I have recently started reading Solomon Northup’s 12 Years a Slave and it just happened to coincide with Donald Sterling’s recent comments and, closer to home, the tweet by a UKIP (United Kingdom Independence Party) candidate advising Lenny Henry to move to a ‘black country’.
I’ve realised that the older I get, the more contradictory my views on race become. On one hand, I wear my love for rap music on my sleeve – a genre where the word ‘nigga’ and other epithets are key to the culture as any characteristic. Then I read something as harrowing as 12 Years a Slave and it hits home to me the history behind such a word. It reminds you how evil humans are.
I think I don’t truly appreciate that my skin colour is a big deal – the fact that I am black still bothers people today. Like others, I feel like I have gotten caught up in the idea of a post-racial society (or a post-Obama world). I have wanted to forget about racism and discrimination. I have wanted to believe that my little girl, who is mixed race, will live in a world where she won’t even realise she is ‘black’. So when I heard Cliven Bundy say that he thought black people were ‘better off as slaves’ I was just blown away by that statement.
Cliven Bundy is someone that was embraced by the establishment in America, in fact he was championed by many in the media across the pond. It would be a mistake to believe that he is the only high-profile influential figure who has extremely racist views – Donald Sterling proves that fact. So what to do?
I think the NBA Commissioner’s no tolerance approach is the right one and it sends the right message – but fact is many who have the power don’t follow in Adam Silver’s foot-steps. European Football has had a recent history of high-profile racial problems and the responses of the English Football Association and their counterparts in the rest of Europe have been meek and dispiriting.
I think the only answer is education. I don’t know how it is in America but I can rarely remember being taught about the transatlantic slave trade. I think future generations should never forget the evil that has been done to fellow humans in the past.
Just a normal everyday bloke writing about films.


• **WHAT THE TASK ASKS**
Copy exactly the lines of the data below, beginning with the line with "Image is 636x294 pixels." and ending with the line with "Image is 666x319 pixels.". Pictures are to be omitted.

• **INFORMATION**
________________________________________
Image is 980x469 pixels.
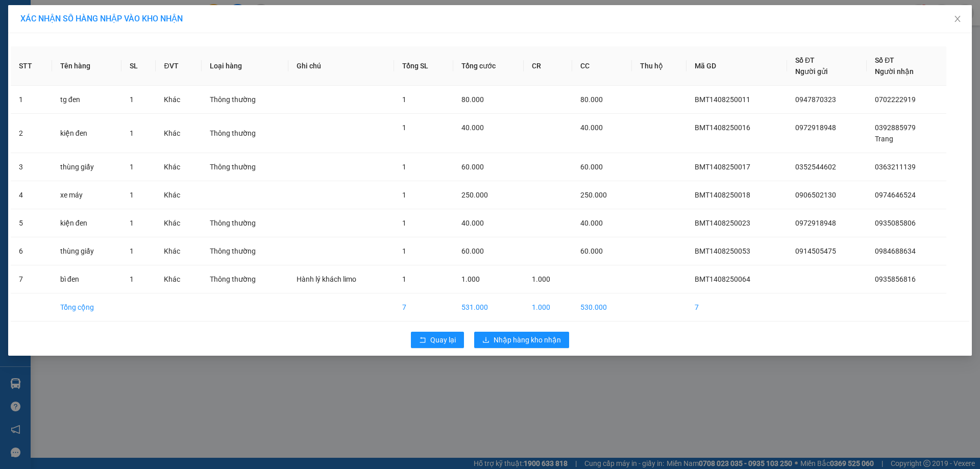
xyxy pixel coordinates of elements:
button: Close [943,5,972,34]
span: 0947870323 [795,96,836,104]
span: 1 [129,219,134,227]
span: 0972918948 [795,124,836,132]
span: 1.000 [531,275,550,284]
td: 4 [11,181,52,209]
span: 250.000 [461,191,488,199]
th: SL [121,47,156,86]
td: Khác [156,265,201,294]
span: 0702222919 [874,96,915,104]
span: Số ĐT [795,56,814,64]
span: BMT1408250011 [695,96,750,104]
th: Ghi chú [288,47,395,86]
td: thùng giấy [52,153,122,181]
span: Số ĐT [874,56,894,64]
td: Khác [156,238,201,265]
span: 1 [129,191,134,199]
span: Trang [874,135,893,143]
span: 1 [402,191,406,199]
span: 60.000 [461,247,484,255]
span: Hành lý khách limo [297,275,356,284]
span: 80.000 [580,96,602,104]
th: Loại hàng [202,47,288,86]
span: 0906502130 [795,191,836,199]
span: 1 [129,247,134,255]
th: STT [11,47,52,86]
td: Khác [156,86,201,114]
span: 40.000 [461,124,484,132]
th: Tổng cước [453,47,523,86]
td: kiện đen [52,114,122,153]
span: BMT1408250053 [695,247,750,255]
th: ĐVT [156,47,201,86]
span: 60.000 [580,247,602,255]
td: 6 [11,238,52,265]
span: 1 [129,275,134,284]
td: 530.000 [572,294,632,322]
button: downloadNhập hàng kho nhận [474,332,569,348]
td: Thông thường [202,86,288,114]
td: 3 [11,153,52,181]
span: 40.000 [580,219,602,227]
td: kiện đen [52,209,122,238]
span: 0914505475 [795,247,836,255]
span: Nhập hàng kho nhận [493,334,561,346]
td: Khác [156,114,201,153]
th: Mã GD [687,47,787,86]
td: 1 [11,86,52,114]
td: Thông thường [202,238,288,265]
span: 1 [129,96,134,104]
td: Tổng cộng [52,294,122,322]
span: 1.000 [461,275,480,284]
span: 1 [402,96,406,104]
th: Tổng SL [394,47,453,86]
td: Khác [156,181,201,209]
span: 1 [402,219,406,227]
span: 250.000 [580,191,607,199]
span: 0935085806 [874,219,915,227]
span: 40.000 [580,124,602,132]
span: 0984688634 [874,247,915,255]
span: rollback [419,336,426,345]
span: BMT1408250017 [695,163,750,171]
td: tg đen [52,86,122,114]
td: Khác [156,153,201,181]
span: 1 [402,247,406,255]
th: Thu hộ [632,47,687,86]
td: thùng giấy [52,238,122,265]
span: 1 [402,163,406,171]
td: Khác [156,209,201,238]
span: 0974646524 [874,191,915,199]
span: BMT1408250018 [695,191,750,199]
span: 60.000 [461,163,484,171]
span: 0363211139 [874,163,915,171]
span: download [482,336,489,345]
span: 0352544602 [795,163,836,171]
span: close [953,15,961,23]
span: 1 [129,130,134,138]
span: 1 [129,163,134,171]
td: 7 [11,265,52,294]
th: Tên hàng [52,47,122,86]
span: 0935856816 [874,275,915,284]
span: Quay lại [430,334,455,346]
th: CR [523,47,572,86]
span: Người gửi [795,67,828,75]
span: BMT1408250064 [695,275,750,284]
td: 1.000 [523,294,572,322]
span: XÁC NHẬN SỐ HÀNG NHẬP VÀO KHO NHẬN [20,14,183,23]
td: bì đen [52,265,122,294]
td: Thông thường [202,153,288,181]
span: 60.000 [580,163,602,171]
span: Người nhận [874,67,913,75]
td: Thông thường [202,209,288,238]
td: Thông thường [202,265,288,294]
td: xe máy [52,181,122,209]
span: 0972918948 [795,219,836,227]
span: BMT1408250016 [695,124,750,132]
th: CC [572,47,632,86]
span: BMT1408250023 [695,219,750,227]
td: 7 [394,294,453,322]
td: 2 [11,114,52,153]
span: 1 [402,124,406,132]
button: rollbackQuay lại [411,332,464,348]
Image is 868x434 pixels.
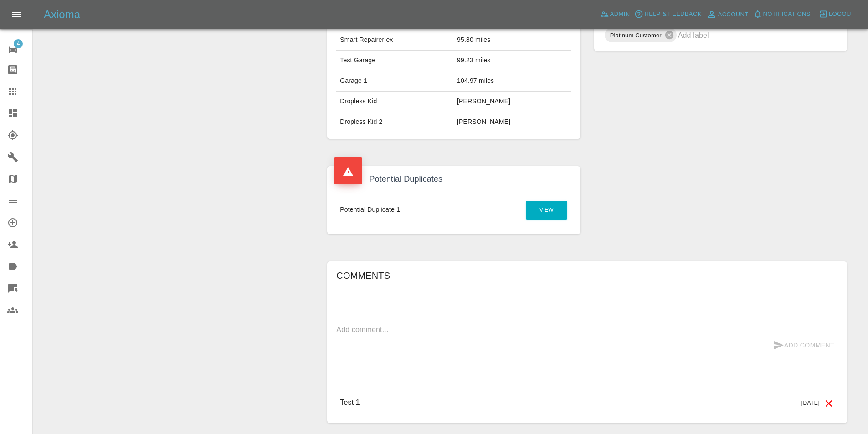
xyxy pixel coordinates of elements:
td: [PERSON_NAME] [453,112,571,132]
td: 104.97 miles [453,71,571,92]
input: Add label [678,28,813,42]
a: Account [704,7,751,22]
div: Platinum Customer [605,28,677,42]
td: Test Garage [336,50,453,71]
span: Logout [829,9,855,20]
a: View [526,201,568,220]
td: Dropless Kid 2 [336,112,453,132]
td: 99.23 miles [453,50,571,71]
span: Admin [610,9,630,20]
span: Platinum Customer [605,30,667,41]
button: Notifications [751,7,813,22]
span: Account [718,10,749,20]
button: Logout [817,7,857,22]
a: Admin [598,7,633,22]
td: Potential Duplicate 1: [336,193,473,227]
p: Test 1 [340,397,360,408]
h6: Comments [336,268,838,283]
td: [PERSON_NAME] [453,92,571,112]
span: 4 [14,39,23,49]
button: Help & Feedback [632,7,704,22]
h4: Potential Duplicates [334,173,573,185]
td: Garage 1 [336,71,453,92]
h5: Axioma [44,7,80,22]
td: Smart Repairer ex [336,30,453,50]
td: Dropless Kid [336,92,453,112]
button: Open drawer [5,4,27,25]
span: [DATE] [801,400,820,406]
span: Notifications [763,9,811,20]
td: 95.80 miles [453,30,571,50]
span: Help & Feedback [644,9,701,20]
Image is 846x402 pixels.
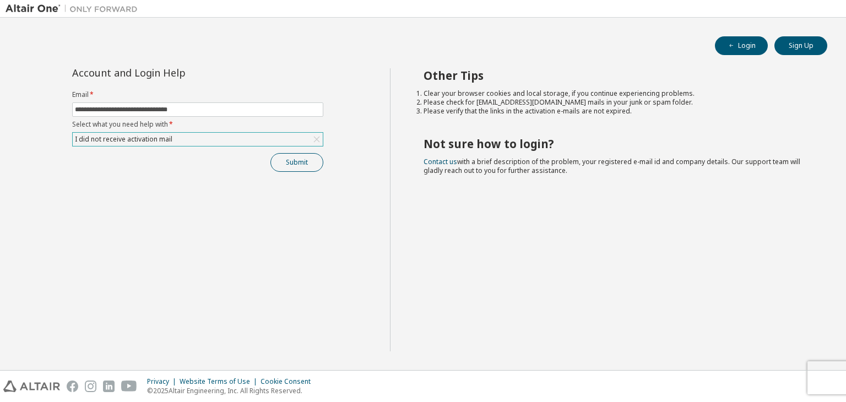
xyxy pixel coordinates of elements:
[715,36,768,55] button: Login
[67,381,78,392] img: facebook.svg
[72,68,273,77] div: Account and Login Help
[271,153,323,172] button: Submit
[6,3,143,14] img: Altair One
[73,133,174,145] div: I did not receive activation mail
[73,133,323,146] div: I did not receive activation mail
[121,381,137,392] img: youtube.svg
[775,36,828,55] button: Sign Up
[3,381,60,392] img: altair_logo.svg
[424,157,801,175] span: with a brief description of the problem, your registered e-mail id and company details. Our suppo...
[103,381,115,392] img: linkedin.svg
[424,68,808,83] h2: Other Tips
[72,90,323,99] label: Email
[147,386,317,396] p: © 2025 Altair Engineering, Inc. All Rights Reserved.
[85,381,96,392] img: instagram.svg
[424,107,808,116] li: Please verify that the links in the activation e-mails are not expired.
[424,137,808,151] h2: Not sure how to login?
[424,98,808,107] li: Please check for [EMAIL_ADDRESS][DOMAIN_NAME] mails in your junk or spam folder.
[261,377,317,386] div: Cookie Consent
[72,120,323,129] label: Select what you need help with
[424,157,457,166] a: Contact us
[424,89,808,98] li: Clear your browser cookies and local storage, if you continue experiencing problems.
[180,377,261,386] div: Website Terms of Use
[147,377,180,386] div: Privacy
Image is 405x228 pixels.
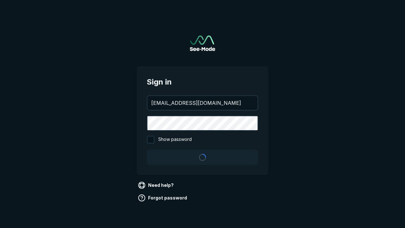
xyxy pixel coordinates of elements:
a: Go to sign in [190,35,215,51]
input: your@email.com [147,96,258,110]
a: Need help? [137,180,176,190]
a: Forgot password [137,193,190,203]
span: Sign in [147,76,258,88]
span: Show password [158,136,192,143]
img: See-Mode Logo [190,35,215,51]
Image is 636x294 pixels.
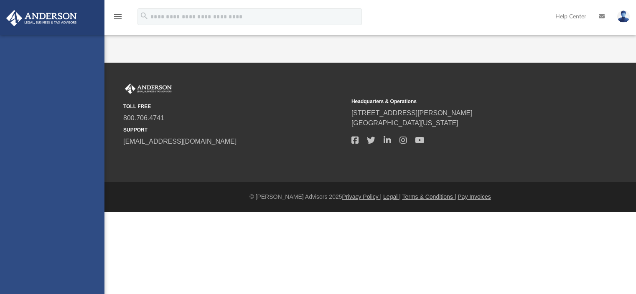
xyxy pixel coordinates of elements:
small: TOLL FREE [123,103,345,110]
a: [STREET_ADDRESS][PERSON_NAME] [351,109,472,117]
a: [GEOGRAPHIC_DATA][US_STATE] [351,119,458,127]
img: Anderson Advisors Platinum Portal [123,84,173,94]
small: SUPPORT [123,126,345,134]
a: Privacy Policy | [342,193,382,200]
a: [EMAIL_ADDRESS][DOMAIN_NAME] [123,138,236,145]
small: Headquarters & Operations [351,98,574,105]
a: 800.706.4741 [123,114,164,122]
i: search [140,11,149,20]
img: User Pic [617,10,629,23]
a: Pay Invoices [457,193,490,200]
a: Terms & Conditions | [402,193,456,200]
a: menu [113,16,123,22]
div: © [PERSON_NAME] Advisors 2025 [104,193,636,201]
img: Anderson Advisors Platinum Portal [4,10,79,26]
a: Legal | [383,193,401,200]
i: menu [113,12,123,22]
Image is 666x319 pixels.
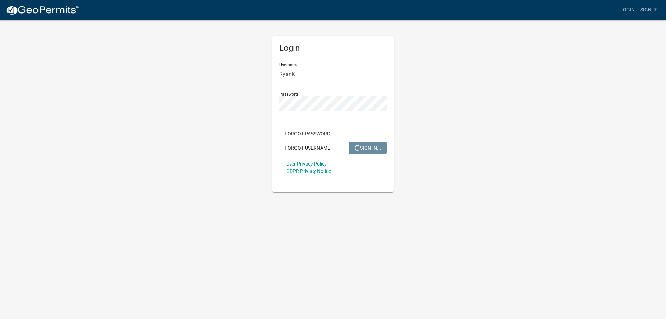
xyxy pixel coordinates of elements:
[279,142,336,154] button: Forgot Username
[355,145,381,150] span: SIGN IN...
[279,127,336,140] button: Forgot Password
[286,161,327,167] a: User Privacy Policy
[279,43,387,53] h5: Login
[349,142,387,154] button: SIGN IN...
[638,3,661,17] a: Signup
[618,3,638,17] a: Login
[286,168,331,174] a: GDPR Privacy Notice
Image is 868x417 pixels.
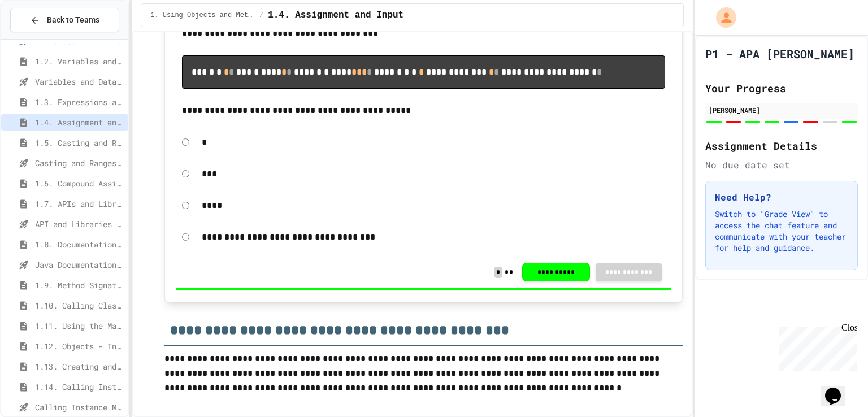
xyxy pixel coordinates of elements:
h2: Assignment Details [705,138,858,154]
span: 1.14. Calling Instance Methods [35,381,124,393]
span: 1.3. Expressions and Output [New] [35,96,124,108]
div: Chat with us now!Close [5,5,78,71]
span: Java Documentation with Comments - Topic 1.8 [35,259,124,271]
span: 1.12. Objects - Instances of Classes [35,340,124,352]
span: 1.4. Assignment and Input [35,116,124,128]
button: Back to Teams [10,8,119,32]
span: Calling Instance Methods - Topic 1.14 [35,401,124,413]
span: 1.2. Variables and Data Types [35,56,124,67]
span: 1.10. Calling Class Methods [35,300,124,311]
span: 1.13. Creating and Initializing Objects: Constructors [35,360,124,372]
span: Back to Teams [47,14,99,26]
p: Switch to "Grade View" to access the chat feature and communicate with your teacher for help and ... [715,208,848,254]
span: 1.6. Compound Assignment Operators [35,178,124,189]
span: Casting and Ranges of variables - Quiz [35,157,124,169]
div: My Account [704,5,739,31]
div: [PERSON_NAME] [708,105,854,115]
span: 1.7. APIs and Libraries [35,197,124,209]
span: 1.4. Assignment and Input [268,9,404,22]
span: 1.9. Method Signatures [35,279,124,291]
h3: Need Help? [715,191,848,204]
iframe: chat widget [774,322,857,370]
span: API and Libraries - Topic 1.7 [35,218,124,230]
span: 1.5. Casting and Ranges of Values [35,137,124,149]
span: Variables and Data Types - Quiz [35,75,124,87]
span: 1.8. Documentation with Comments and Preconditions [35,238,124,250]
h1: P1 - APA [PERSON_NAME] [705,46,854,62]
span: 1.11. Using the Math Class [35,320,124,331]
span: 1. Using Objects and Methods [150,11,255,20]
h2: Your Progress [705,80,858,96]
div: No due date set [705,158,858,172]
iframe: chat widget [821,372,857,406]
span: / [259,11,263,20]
________________________________________
• **OUTPUT OF THE EXERCISE**
Image is 636x294 pixels.
xyxy pixel coordinates of elements:
small: TOLL FREE [123,103,345,110]
a: [STREET_ADDRESS][PERSON_NAME] [351,109,472,117]
a: [GEOGRAPHIC_DATA][US_STATE] [351,119,458,127]
img: Anderson Advisors Platinum Portal [123,84,173,94]
small: SUPPORT [123,126,345,134]
a: Privacy Policy | [342,193,382,200]
a: [EMAIL_ADDRESS][DOMAIN_NAME] [123,138,236,145]
small: Headquarters & Operations [351,98,574,105]
a: 800.706.4741 [123,114,164,122]
i: search [140,11,149,20]
img: User Pic [617,10,629,23]
a: Pay Invoices [457,193,490,200]
a: Terms & Conditions | [402,193,456,200]
a: menu [113,16,123,22]
div: © [PERSON_NAME] Advisors 2025 [104,193,636,201]
img: Anderson Advisors Platinum Portal [4,10,79,26]
a: Legal | [383,193,401,200]
i: menu [113,12,123,22]
Image is 666x319 pixels.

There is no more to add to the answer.